Aha, you’re right. Link. And they distinguish between am and pm by using different coloured backgrounds. Great for colour-blind people, I’m sure.
Well, yes and no. We change back and forth too. For casual, everyday conversation, it’s a twelve hour system: “Hey it’s a quarter past three, I need a coffee break”. From context, it’s quite obvious what time we’re talking about (even if it’s the night staff at the hospital, which would make it obvious from that context).
However, bus schedules, tv listings and when I jot down the time for a meeting in a calender will all be 24h time. This is not something we think about conciously, i.e. we don’t convert from one to he other but rather parallel process.
It’s the same in Norway. Printed schedules, private notes, radio and TV presenters, 24 hour time. It is 19 o’clock, here is the news." Casual conversation, often even when you’re looking at something like the TV-listings, 12 hour time. “According to the listing, the movie starts at eight.”
There’s never any am/pm, if it’s not clear one says “six in the morning” or “six in the evening/eighteen zero zero”. There’s also no “Fifteen hundred”, except in the military. When using 24 hour time orally 20:40 is “twenty forty”, and using 12 hour time, ten past half nine.
Okay, thanks for your responses…now that I think of it, when I set my cell phone’s settings for a twelve hour clock, the other option was “24 hour clock”. The 24 hour clock is never used in the US except in the military, I guess (like I know, I’m not in the military…it just sounds like something they say in war movies).
Anyway, I guess I’ll teach my kids am and pm. If they ever travel to an English speaking country, they’ll know what any signs written in the 24 hour format mean, anyway.
This reminds me of the opening words of Orwell’s 1984: It was a bright, cold day in April, and the clocks were striking thirteen…
(Clocks with bells use the 12 hour format exclusively, btw - you’ll hear one stroke at 13:00).
I almost made a reference to that in the OP, but I decided it would be pretentious. Heh.
Israel – 12 hour clock (using context designators – “In the morning”, “around noon”, “after noon”, “in the evening”, “at night” and even “before morning” for the wee hours) for verbal communication. Almost anything written (even most handwritten "shop is open… " signs) is in 24-hour format, however.
[aside]Geeks like me use true military time (YYYY-MM-DD HH24-MI-SS) for coding dates. It just makes sorting dates in ones code as simple as sorting their string representation! [/aside]
<side issue>
Odd, I thought one of the differences between American English and British English was that word ‘oh’.
That is, a time like 9:07 would be pronounced by an American as “nine oh seven” and by a Britisher as “nine-seven”.
That impression is mainly from books, probably dated ones like Agatha Christies, etc.
So is that still common usage, or has it changed?
</side issue>
It’s mostly the traditional am/pm split here, although some times, such as plane departure and arrival times, are quoted in the 24 hour clock. The term ‘military time’ isn’t used.
In Japanese they use both formats. They tend to use the 12 hour format in conversations, especially causual ones among families and friends. For business, we tend to use the 24 hour format, especially in written forms (emails, invitations, train schedules, etc.) although we’ll more often use the 12 hour verbally.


> Task instructions:
An answer that reproduces all the entries exactly is what is needed.

(Figure record listings)

··········

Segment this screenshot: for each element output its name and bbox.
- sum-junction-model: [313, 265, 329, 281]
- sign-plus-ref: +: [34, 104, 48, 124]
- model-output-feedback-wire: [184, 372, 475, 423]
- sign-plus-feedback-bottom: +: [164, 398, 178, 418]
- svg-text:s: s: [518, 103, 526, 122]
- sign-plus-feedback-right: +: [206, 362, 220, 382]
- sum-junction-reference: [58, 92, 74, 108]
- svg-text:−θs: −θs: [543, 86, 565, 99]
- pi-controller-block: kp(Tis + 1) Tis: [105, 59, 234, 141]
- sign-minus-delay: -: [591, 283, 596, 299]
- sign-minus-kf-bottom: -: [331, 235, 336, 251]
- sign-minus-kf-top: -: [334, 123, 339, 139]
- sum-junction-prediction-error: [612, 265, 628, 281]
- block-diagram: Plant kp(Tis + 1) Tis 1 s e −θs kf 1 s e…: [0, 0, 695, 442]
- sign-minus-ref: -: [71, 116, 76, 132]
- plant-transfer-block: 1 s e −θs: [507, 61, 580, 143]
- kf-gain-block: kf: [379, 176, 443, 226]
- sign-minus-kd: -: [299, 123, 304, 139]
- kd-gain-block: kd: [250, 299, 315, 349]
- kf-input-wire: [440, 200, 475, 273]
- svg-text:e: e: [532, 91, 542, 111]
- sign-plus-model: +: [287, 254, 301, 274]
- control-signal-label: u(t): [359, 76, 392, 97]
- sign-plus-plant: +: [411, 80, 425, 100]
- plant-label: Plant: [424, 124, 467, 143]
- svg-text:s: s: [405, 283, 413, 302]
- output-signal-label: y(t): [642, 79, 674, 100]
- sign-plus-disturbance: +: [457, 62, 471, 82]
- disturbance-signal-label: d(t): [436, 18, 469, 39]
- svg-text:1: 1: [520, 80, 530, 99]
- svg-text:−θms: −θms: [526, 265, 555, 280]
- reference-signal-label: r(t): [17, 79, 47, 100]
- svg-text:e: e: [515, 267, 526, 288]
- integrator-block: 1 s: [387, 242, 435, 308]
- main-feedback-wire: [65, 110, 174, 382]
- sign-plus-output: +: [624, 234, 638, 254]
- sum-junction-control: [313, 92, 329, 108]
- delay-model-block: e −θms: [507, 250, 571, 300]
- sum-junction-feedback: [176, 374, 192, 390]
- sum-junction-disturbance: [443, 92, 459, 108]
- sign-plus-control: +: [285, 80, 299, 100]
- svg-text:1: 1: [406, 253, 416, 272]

··········

> Completed task:
Segment this screenshot: for each element output its name and bbox.
- sum-junction-model: [313, 265, 329, 281]
- sign-plus-ref: +: [34, 104, 48, 124]
- model-output-feedback-wire: [184, 372, 475, 423]
- sign-plus-feedback-bottom: +: [164, 398, 178, 418]
- svg-text:s: s: [518, 103, 526, 122]
- sign-plus-feedback-right: +: [206, 362, 220, 382]
- sum-junction-reference: [58, 92, 74, 108]
- svg-text:−θs: −θs: [543, 86, 565, 99]
- pi-controller-block: kp(Tis + 1) Tis: [105, 59, 234, 141]
- sign-minus-delay: -: [591, 283, 596, 299]
- sign-minus-kf-bottom: -: [331, 235, 336, 251]
- sign-minus-kf-top: -: [334, 123, 339, 139]
- sum-junction-prediction-error: [612, 265, 628, 281]
- block-diagram: Plant kp(Tis + 1) Tis 1 s e −θs kf 1 s e…: [0, 0, 695, 442]
- sign-minus-ref: -: [71, 116, 76, 132]
- plant-transfer-block: 1 s e −θs: [507, 61, 580, 143]
- kf-gain-block: kf: [379, 176, 443, 226]
- sign-minus-kd: -: [299, 123, 304, 139]
- kd-gain-block: kd: [250, 299, 315, 349]
- kf-input-wire: [440, 200, 475, 273]
- svg-text:e: e: [532, 91, 542, 111]
- sign-plus-model: +: [287, 254, 301, 274]
- control-signal-label: u(t): [359, 76, 392, 97]
- sign-plus-plant: +: [411, 80, 425, 100]
- plant-label: Plant: [424, 124, 467, 143]
- svg-text:s: s: [405, 283, 413, 302]
- output-signal-label: y(t): [642, 79, 674, 100]
- sign-plus-disturbance: +: [457, 62, 471, 82]
- disturbance-signal-label: d(t): [436, 18, 469, 39]
- svg-text:1: 1: [520, 80, 530, 99]
- svg-text:−θms: −θms: [526, 265, 555, 280]
- reference-signal-label: r(t): [17, 79, 47, 100]
- svg-text:e: e: [515, 267, 526, 288]
- integrator-block: 1 s: [387, 242, 435, 308]
- main-feedback-wire: [65, 110, 174, 382]
- sign-plus-output: +: [624, 234, 638, 254]
- sum-junction-control: [313, 92, 329, 108]
- delay-model-block: e −θms: [507, 250, 571, 300]
- sum-junction-feedback: [176, 374, 192, 390]
- sum-junction-disturbance: [443, 92, 459, 108]
- sign-plus-control: +: [285, 80, 299, 100]
- svg-text:1: 1: [406, 253, 416, 272]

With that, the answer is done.